Under this system, the fate of the aborigines was that usually consequent on the subjugation of an inferior race by one more highly civilised. The process of their absorption into the dominant race was slow, and for centuries they continued to exist distinct, as a subjugated people. So firmly rooted amongst them was the worship both of demons and serpents, that, notwithstanding the ascendency of Buddhism, many centuries elapsed before it was ostensibly abandoned; from time to time, “demon offerings” were made from the royal treasury[1]; and one of the kings, in his enlarged liberality, ordered that for every ten villages there should be maintained an astrologer and a “devil-dancer,” in addition to the doctor and the priest.[2]
[Footnote 1: Mahawanso, ch. x.; TURNOUR’S Epitome. p. 23.]
[Footnote 2: TURNOUR’S Epitome, p. 27; Rajaratnacari, ch. ii.; Rajavali, p. 241.]
Throughout the Singhalese chronicles, the notices of the aborigines are but casual, and occasionally contemptuous. Sometimes they allude to “slaves of the Yakkho tribe,"[1] and in recording the progress and completion of the tanks and other stupendous works, the Mahawanso and the Rajaratnacari, in order to indicate the inferiority of the natives to their masters, speak of their conjoint labours as that of “men and snakes,"[2] and “men and demons."[3]
[Footnote 1: Mahawanso, ch. x.]
[Footnote 2: Ibid., ch. xix, p. 115.]
[Footnote 3: The King Maha-Sen, anxious for the promotion of agriculture, caused many tanks to be made “by men and devils.”—Mahawanso, ch. xxxvii.; UPHAM’S Transl.; Rajaratnacari, p. 69; Rajavali, p. 237.]
[Sidenote: B.C. 104.]
Notwithstanding the degradation of the natives, it was indispensable to “befriend the interests” of a race so numerous and so useful; hence, they were frequently employed in the military expeditions of the Wijayan sovereigns[1], and the earlier kings of that dynasty admitted the rank of the Yakkho chiefs who shared in these enterprises. They assigned a suburb of the capital for their residence[2], and on festive occasions they were seated on thrones of equal eminence with that of the king.[3] But every aspiration towards a recovery of their independence was checked by a device less characteristic of ingenuity in the ascendant race, than of simplicity combined with jealousy in the aborigines. The feeling was encouraged and matured into a conviction which prevailed to the latest period of the Singhalese sovereignty, that no individual of pure Singhalese extraction could be elevated to the supreme power, since no one could prostrate himself before one of his own nation.[4]
[Footnote 1: Mahawanso, ch. x.]
[Footnote 2: Ibid., ch. x. p. 67.]
[Footnote 3: Ibid., p. 66.]
[Footnote 4: JOINVILLE’S Asiat. Res, vol. vii. p. 422.]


**TASK DESCRIPTION**
Lines with the word "retaining" are the answer; copy each of them from the data below.

[Source records]
--- START ---
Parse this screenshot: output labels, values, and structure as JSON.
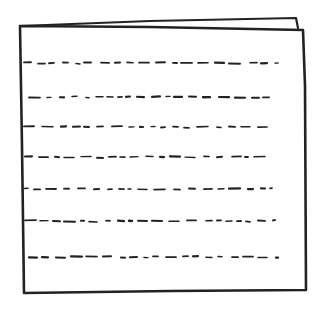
{
  "sketch": {
    "subject": "document-page-icon",
    "stroke_color": "#222222",
    "background_color": "#ffffff",
    "back_sheet": {
      "points": [
        [
          20,
          26
        ],
        [
          150,
          21
        ],
        [
          296,
          18
        ],
        [
          298,
          28
        ]
      ]
    },
    "front_sheet": {
      "x1": 20,
      "y1": 26,
      "x2": 305,
      "y2": 292
    },
    "text_lines": [
      {
        "y": 63,
        "x_start": 24,
        "x_end": 279
      },
      {
        "y": 97,
        "x_start": 29,
        "x_end": 277
      },
      {
        "y": 127,
        "x_start": 24,
        "x_end": 270
      },
      {
        "y": 157,
        "x_start": 25,
        "x_end": 267
      },
      {
        "y": 189,
        "x_start": 24,
        "x_end": 272
      },
      {
        "y": 221,
        "x_start": 25,
        "x_end": 275
      },
      {
        "y": 257,
        "x_start": 29,
        "x_end": 278
      }
    ]
  }
}
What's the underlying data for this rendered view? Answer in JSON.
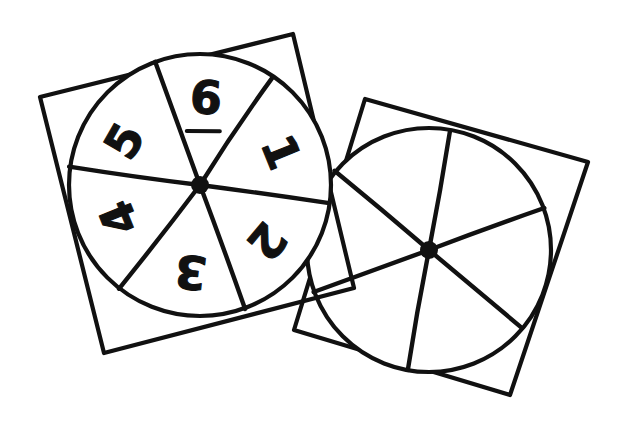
{
  "figure": {
    "canvas": {
      "width": 635,
      "height": 425,
      "background": "#ffffff"
    },
    "ink_color": "#111111",
    "stroke_width": 4.2
  },
  "spinners": [
    {
      "id": "left-spinner",
      "label": "numbered-spinner",
      "numbered": true,
      "sector_count": 6,
      "card": {
        "rotation_deg": -14,
        "corners": [
          [
            40,
            97
          ],
          [
            293,
            34
          ],
          [
            354,
            288
          ],
          [
            104,
            353
          ]
        ]
      },
      "circle": {
        "cx": 200,
        "cy": 185,
        "r": 131
      },
      "pivot": {
        "cx": 200,
        "cy": 185,
        "r": 9
      },
      "sectors": [
        {
          "value": "1",
          "label_angle_deg": -22,
          "label_radius": 84,
          "text_rotation_deg": 68,
          "underlined": false
        },
        {
          "value": "2",
          "label_angle_deg": 40,
          "label_radius": 84,
          "text_rotation_deg": 130,
          "underlined": false
        },
        {
          "value": "3",
          "label_angle_deg": 96,
          "label_radius": 84,
          "text_rotation_deg": 186,
          "underlined": false
        },
        {
          "value": "4",
          "label_angle_deg": 158,
          "label_radius": 84,
          "text_rotation_deg": 248,
          "underlined": false
        },
        {
          "value": "5",
          "label_angle_deg": -150,
          "label_radius": 84,
          "text_rotation_deg": 300,
          "underlined": false
        },
        {
          "value": "6",
          "label_angle_deg": -86,
          "label_radius": 84,
          "text_rotation_deg": 4,
          "underlined": true
        }
      ],
      "divider_angles_deg": [
        -56,
        8,
        70,
        128,
        188,
        250
      ]
    },
    {
      "id": "right-spinner",
      "label": "blank-spinner",
      "numbered": false,
      "sector_count": 6,
      "card": {
        "rotation_deg": 16,
        "corners": [
          [
            365,
            99
          ],
          [
            588,
            162
          ],
          [
            510,
            395
          ],
          [
            294,
            330
          ]
        ]
      },
      "circle": {
        "cx": 429,
        "cy": 250,
        "r": 122
      },
      "pivot": {
        "cx": 429,
        "cy": 250,
        "r": 9
      },
      "sectors": [
        {
          "value": "",
          "label_angle_deg": -50,
          "label_radius": 78,
          "text_rotation_deg": 0,
          "underlined": false
        },
        {
          "value": "",
          "label_angle_deg": 10,
          "label_radius": 78,
          "text_rotation_deg": 0,
          "underlined": false
        },
        {
          "value": "",
          "label_angle_deg": 70,
          "label_radius": 78,
          "text_rotation_deg": 0,
          "underlined": false
        },
        {
          "value": "",
          "label_angle_deg": 130,
          "label_radius": 78,
          "text_rotation_deg": 0,
          "underlined": false
        },
        {
          "value": "",
          "label_angle_deg": -170,
          "label_radius": 78,
          "text_rotation_deg": 0,
          "underlined": false
        },
        {
          "value": "",
          "label_angle_deg": -110,
          "label_radius": 78,
          "text_rotation_deg": 0,
          "underlined": false
        }
      ],
      "divider_angles_deg": [
        -80,
        -20,
        40,
        100,
        160,
        220
      ]
    }
  ]
}
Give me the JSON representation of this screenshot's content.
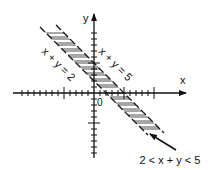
{
  "diagram": {
    "type": "inequality-region-plot",
    "axes": {
      "x_label": "x",
      "y_label": "y",
      "origin_label": "0",
      "x_range": [
        -13,
        16
      ],
      "y_range": [
        -11,
        13
      ],
      "tick_spacing_units": 1,
      "major_tick_every": 5
    },
    "lines": [
      {
        "equation": "x + y = 2",
        "label": "x + y = 2",
        "style": "dashed",
        "intercept": 2
      },
      {
        "equation": "x + y = 5",
        "label": "x + y = 5",
        "style": "solid",
        "intercept": 5
      }
    ],
    "region": {
      "label": "2 < x + y < 5",
      "fill": "diagonal-hatch",
      "bounds": [
        2,
        5
      ]
    },
    "colors": {
      "stroke": "#111111",
      "background": "#ffffff"
    }
  }
}
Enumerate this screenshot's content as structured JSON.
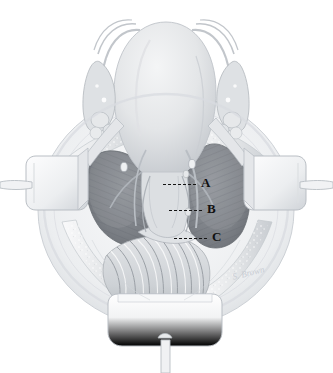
{
  "figure": {
    "background_color": "#ffffff",
    "width": 333,
    "height": 373,
    "style": "grayscale medical pen-and-ink rendering"
  },
  "labels": [
    {
      "id": "label-a",
      "text": "A",
      "x": 201,
      "y": 176,
      "leader": {
        "x": 163,
        "y": 184,
        "length": 33
      }
    },
    {
      "id": "label-b",
      "text": "B",
      "x": 207,
      "y": 202,
      "leader": {
        "x": 169,
        "y": 210,
        "length": 33
      }
    },
    {
      "id": "label-c",
      "text": "C",
      "x": 212,
      "y": 230,
      "leader": {
        "x": 174,
        "y": 238,
        "length": 33
      }
    }
  ],
  "annotation": {
    "leader_color": "#141414",
    "label_color": "#111111"
  },
  "signature": {
    "text": "S. Brown",
    "x": 232,
    "y": 268,
    "color": "#c9cdd4"
  },
  "anatomy": {
    "structures": [
      {
        "name": "uterine-fundus",
        "label": "Uterus (fundus)"
      },
      {
        "name": "fallopian-tube-left",
        "label": "Left fallopian tube"
      },
      {
        "name": "fallopian-tube-right",
        "label": "Right fallopian tube"
      },
      {
        "name": "ovary-left",
        "label": "Left ovary"
      },
      {
        "name": "ovary-right",
        "label": "Right ovary"
      },
      {
        "name": "round-ligament-left",
        "label": "Left round ligament"
      },
      {
        "name": "round-ligament-right",
        "label": "Right round ligament"
      },
      {
        "name": "pelvic-sidewall-space-left",
        "label": "Left pelvic sidewall space"
      },
      {
        "name": "pelvic-sidewall-space-right",
        "label": "Right pelvic sidewall space"
      },
      {
        "name": "cervix-lower-uterine-segment",
        "label": "Cervix / lower uterine segment"
      },
      {
        "name": "rectosigmoid-bowel",
        "label": "Rectosigmoid colon"
      },
      {
        "name": "peritoneal-incision-edge",
        "label": "Peritoneal incision edge"
      }
    ],
    "instruments": [
      {
        "name": "retractor-blade-left",
        "label": "Self-retaining retractor blade (left)"
      },
      {
        "name": "retractor-blade-right",
        "label": "Self-retaining retractor blade (right)"
      },
      {
        "name": "retractor-blade-inferior",
        "label": "Self-retaining retractor blade (inferior)"
      },
      {
        "name": "retractor-ring-frame",
        "label": "Retractor ring frame"
      }
    ]
  },
  "palette": {
    "paper": "#ffffff",
    "tissue_light": "#e9eaec",
    "tissue_mid": "#cfd2d6",
    "tissue_shadow": "#a8acb2",
    "space_dark": "#7e8288",
    "space_darker": "#6b7076",
    "outline": "#9aa0a6",
    "metal_light": "#f4f5f6",
    "metal_edge": "#bfc4c9"
  }
}
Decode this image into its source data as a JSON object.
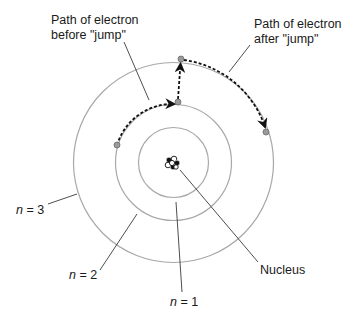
{
  "labels": {
    "path_before_line1": "Path of electron",
    "path_before_line2": "before \"jump\"",
    "path_after_line1": "Path of electron",
    "path_after_line2": "after \"jump\"",
    "nucleus": "Nucleus",
    "n1_var": "n",
    "n1_rest": " = 1",
    "n2_var": "n",
    "n2_rest": " = 2",
    "n3_var": "n",
    "n3_rest": " = 3"
  },
  "orbits": [
    {
      "n": 1,
      "radius": 35
    },
    {
      "n": 2,
      "radius": 58
    },
    {
      "n": 3,
      "radius": 100
    }
  ],
  "center": {
    "x": 173.5,
    "y": 162.5
  },
  "electrons": [
    {
      "name": "start-n2",
      "x": 117,
      "y": 145
    },
    {
      "name": "jump-point-n2",
      "x": 178,
      "y": 102
    },
    {
      "name": "landing-point-n3",
      "x": 181,
      "y": 59
    },
    {
      "name": "end-n3",
      "x": 266,
      "y": 132
    }
  ],
  "colors": {
    "orbit": "#a8a8a8",
    "leader": "#3a3a3a",
    "path": "#111111",
    "electron_fill": "#9a9a9a",
    "electron_stroke": "#6a6a6a",
    "text": "#1a1a1a"
  }
}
--- END ---
**EXERCISE OUTPUT**
        "label": "Self-retaining retractor blade (left)"
        "label": "Self-retaining retractor blade (right)"
        "label": "Self-retaining retractor blade (inferior)"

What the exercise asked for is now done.